_TASK REQUIREMENTS_
Copy out the data word for word. The images are not part of the copy.

_DATA SUPPLIED_
· · ·

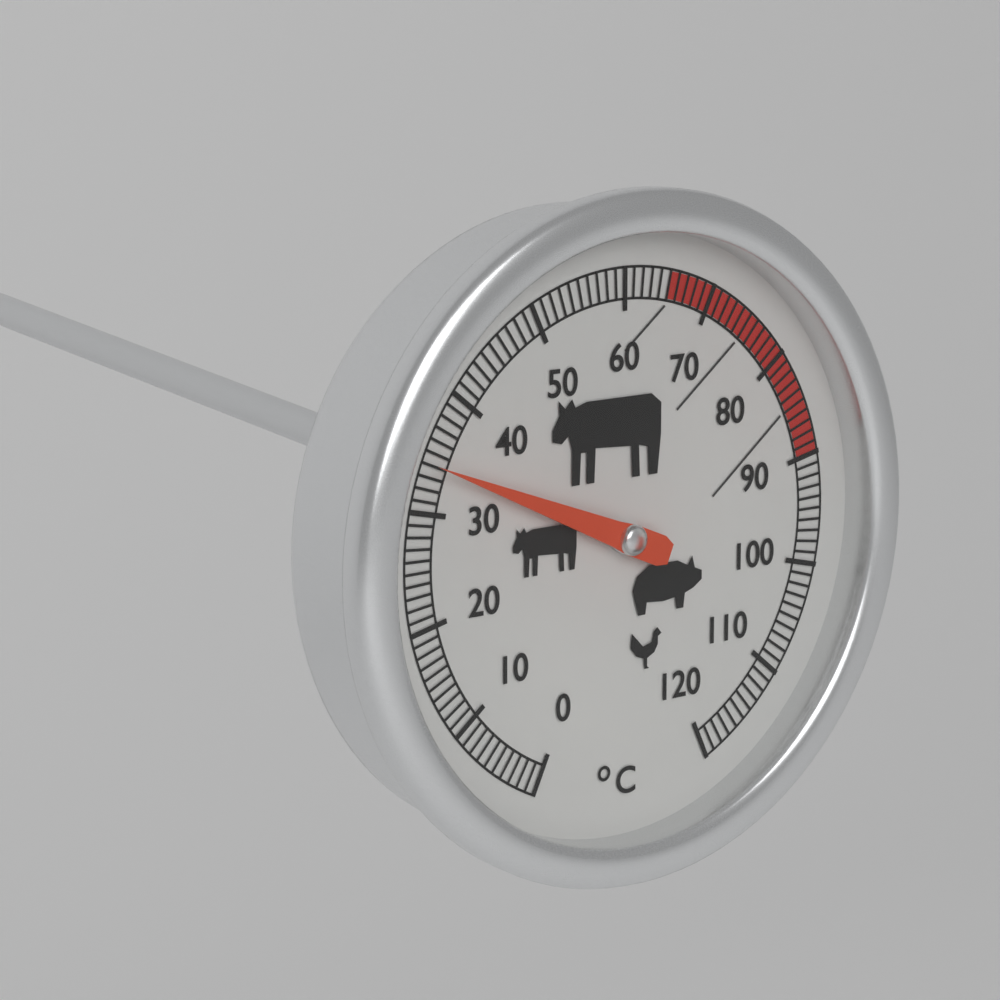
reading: 34 °C
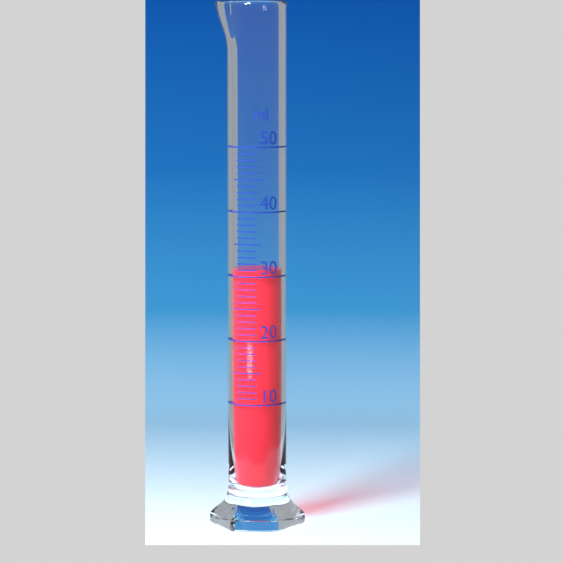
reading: 31 ml
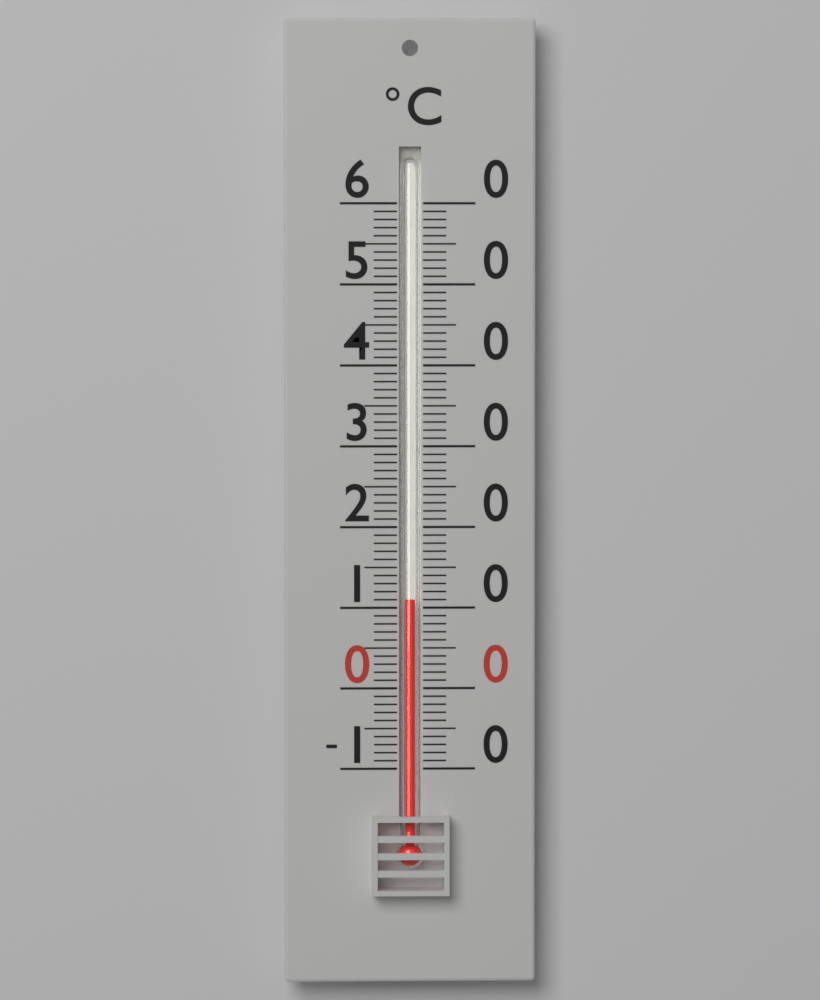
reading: 11 °C
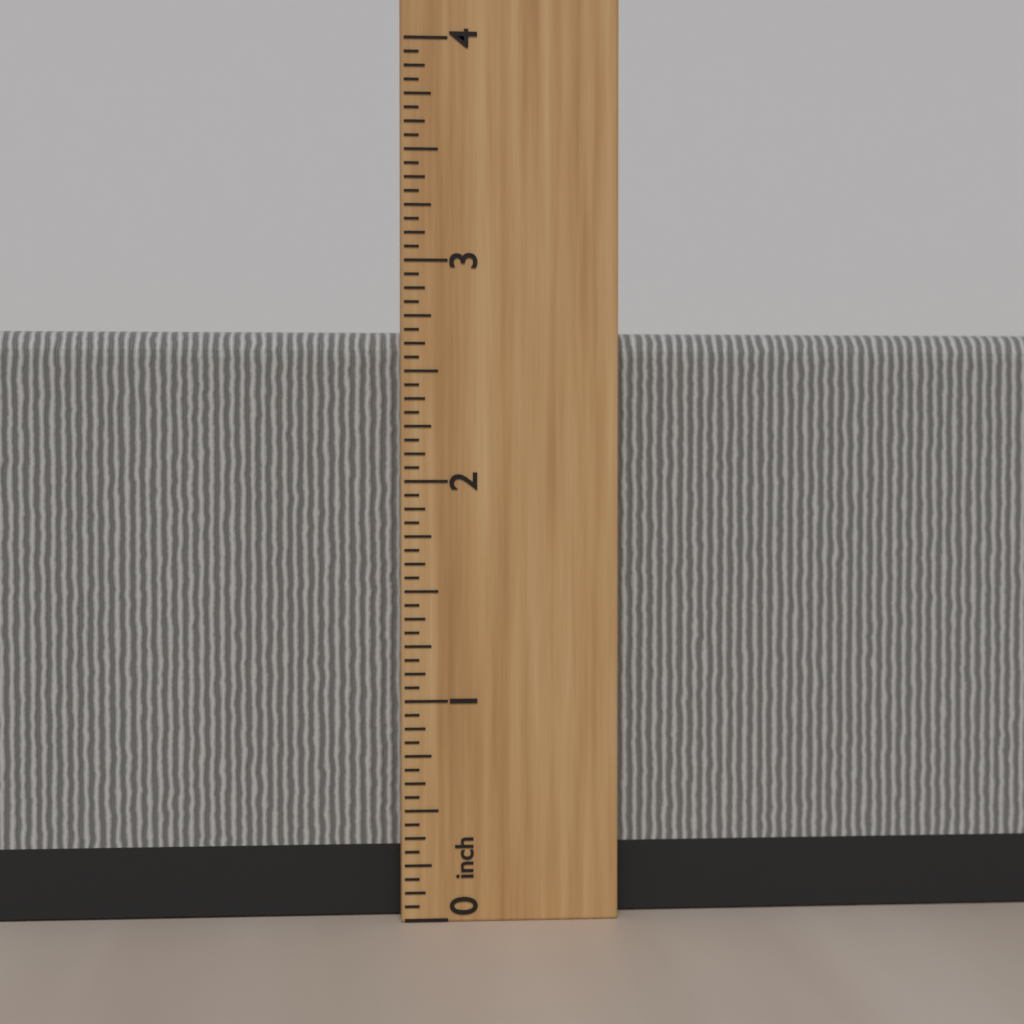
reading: 2.6875 inch
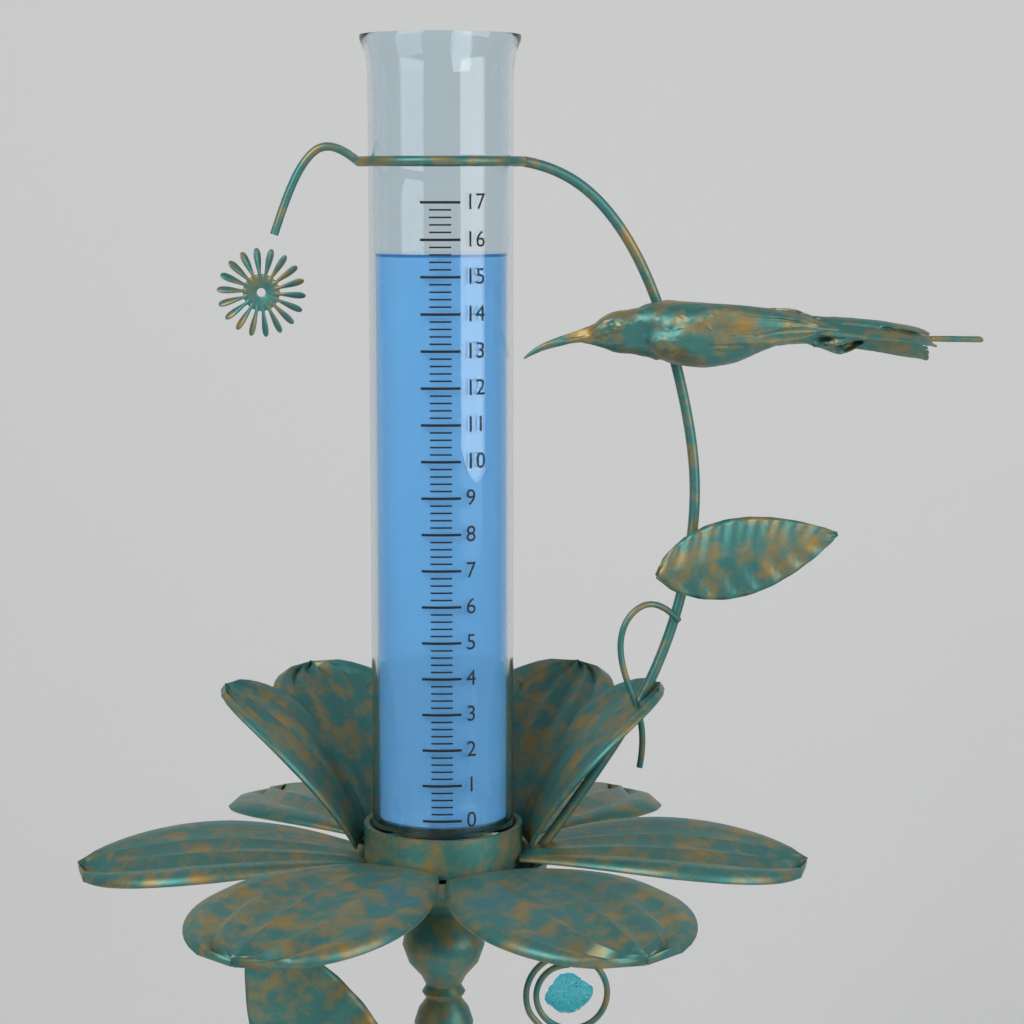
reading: 15.6 (no unit)
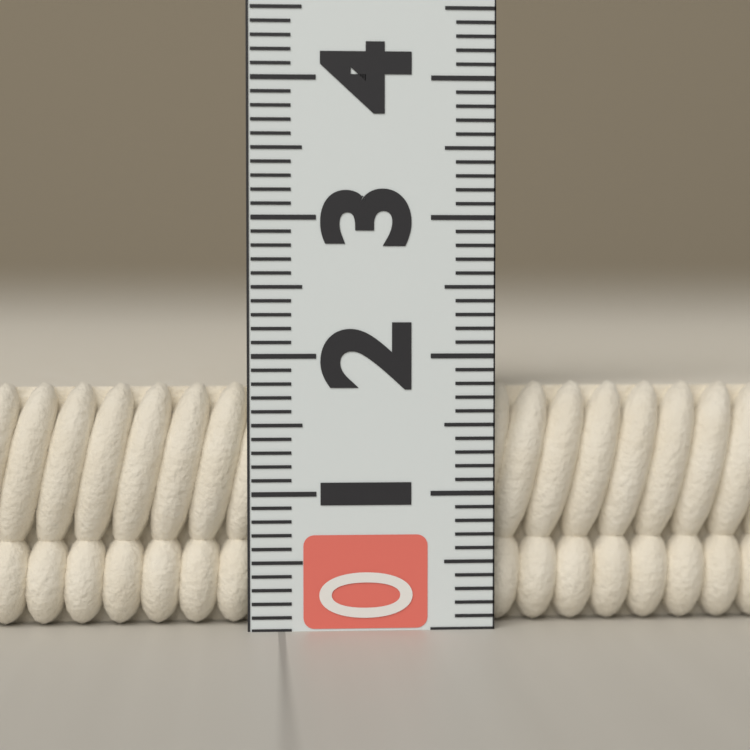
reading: 1.8 (no unit)
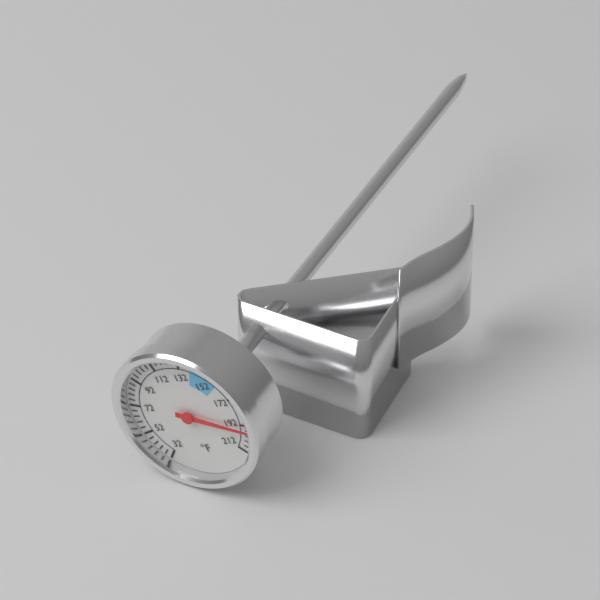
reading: 196 °F
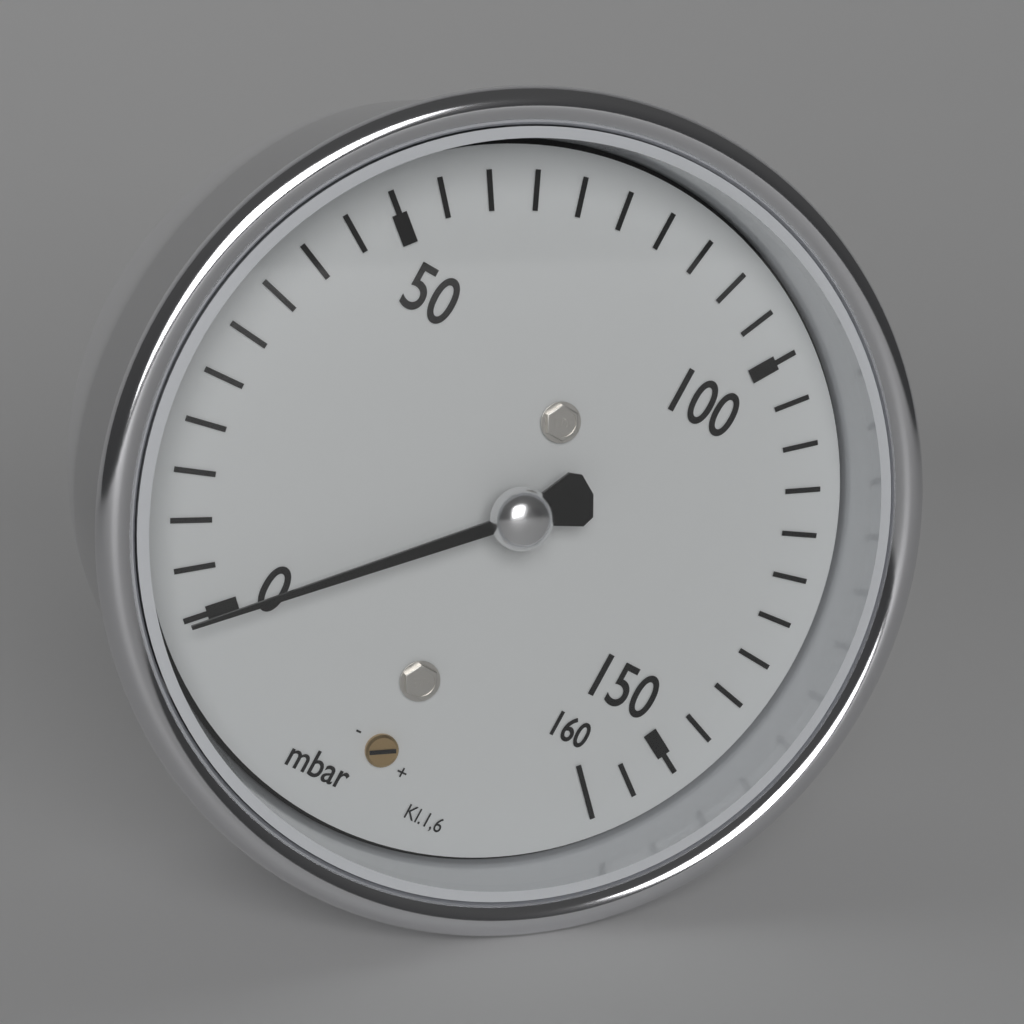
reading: 0 mbar
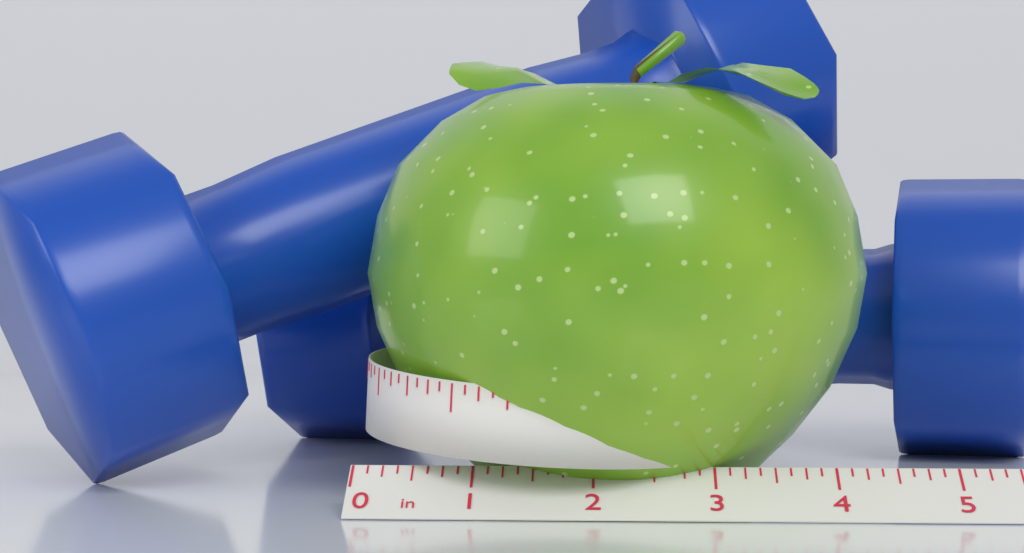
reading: 4.375 in
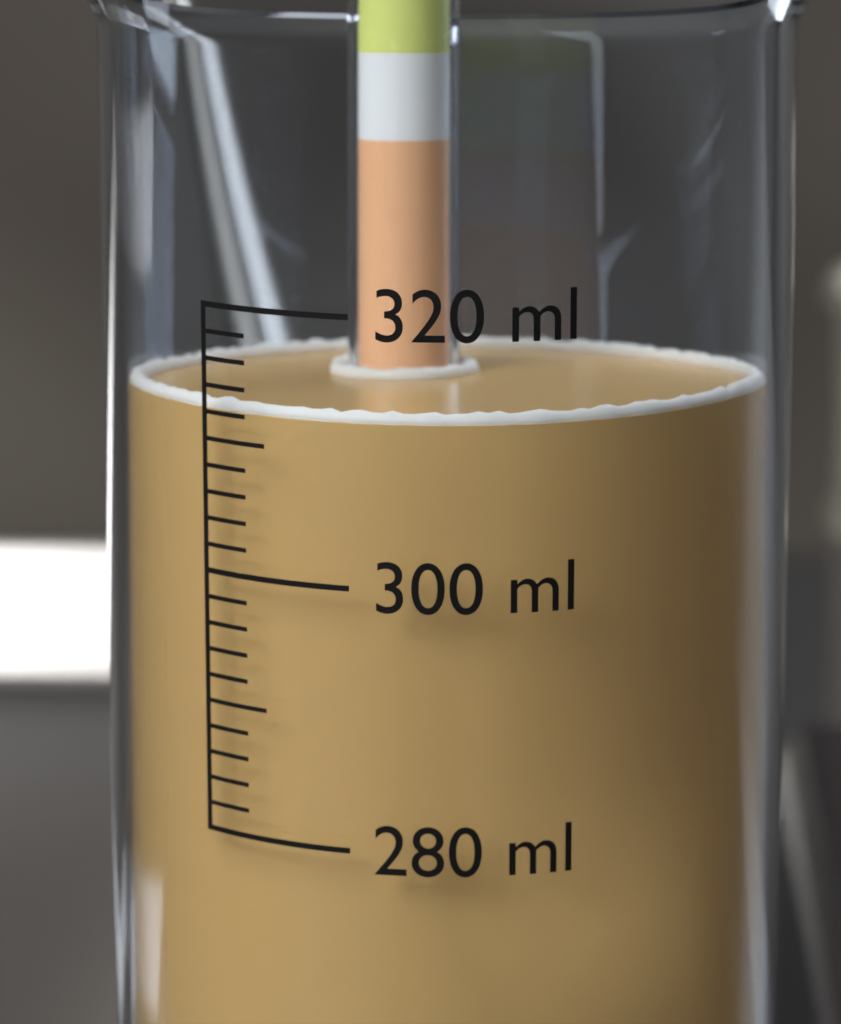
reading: 312 ml
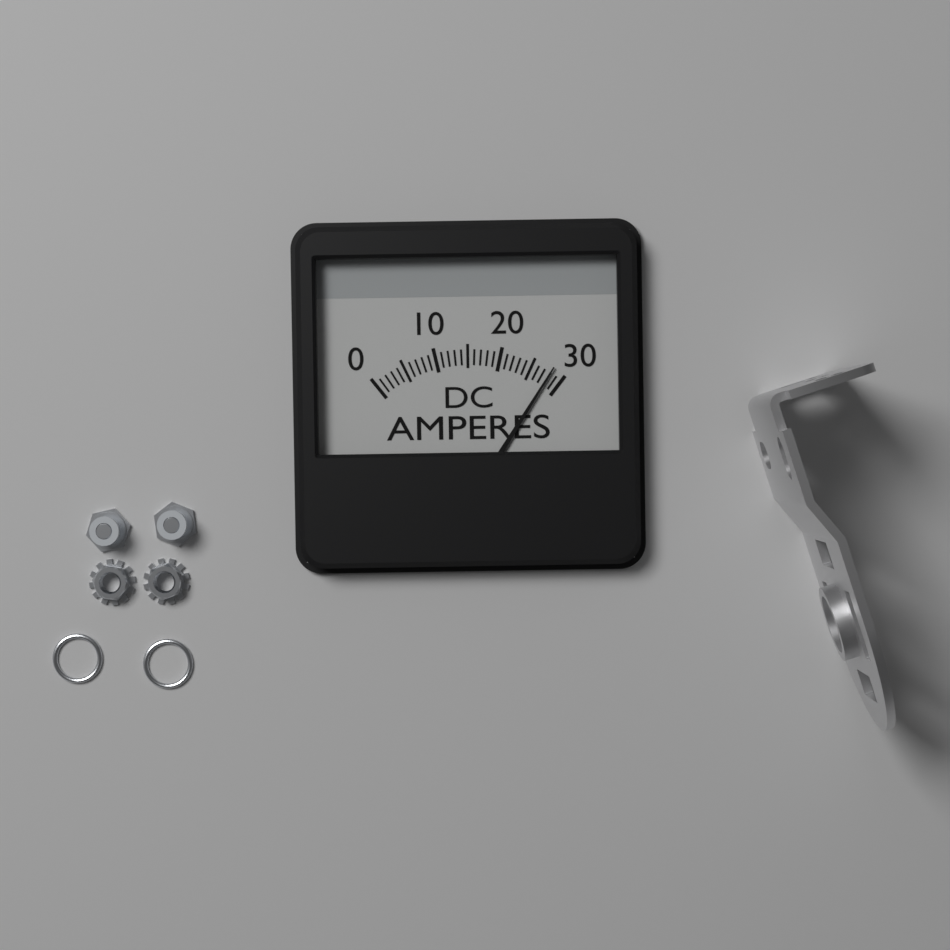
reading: 28 A
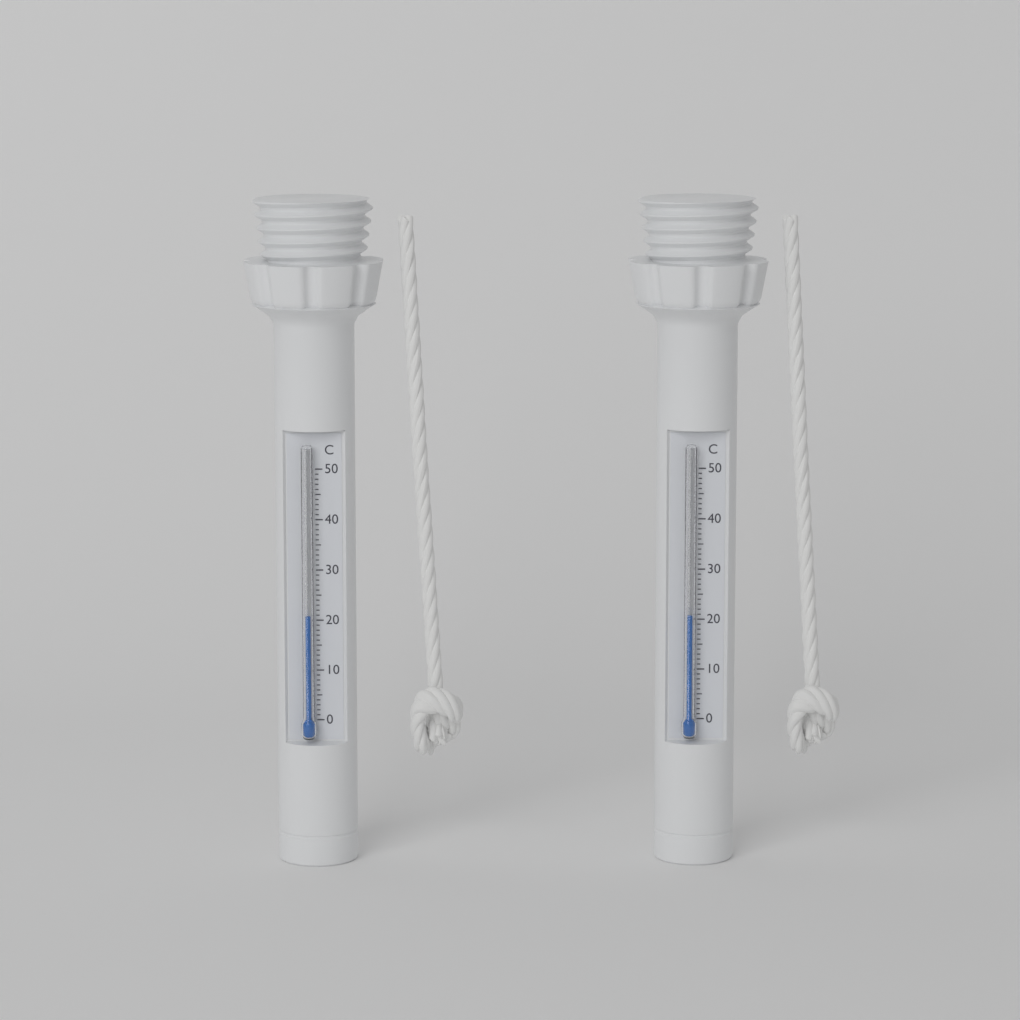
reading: 21 °C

· · ·

_EXERCISE OUTPUT_
reading: 34 °C
reading: 31 ml
reading: 11 °C
reading: 2.6875 inch
reading: 15.6 (no unit)
reading: 1.8 (no unit)
reading: 196 °F
reading: 0 mbar
reading: 4.375 in
reading: 312 ml
reading: 28 A
reading: 21 °C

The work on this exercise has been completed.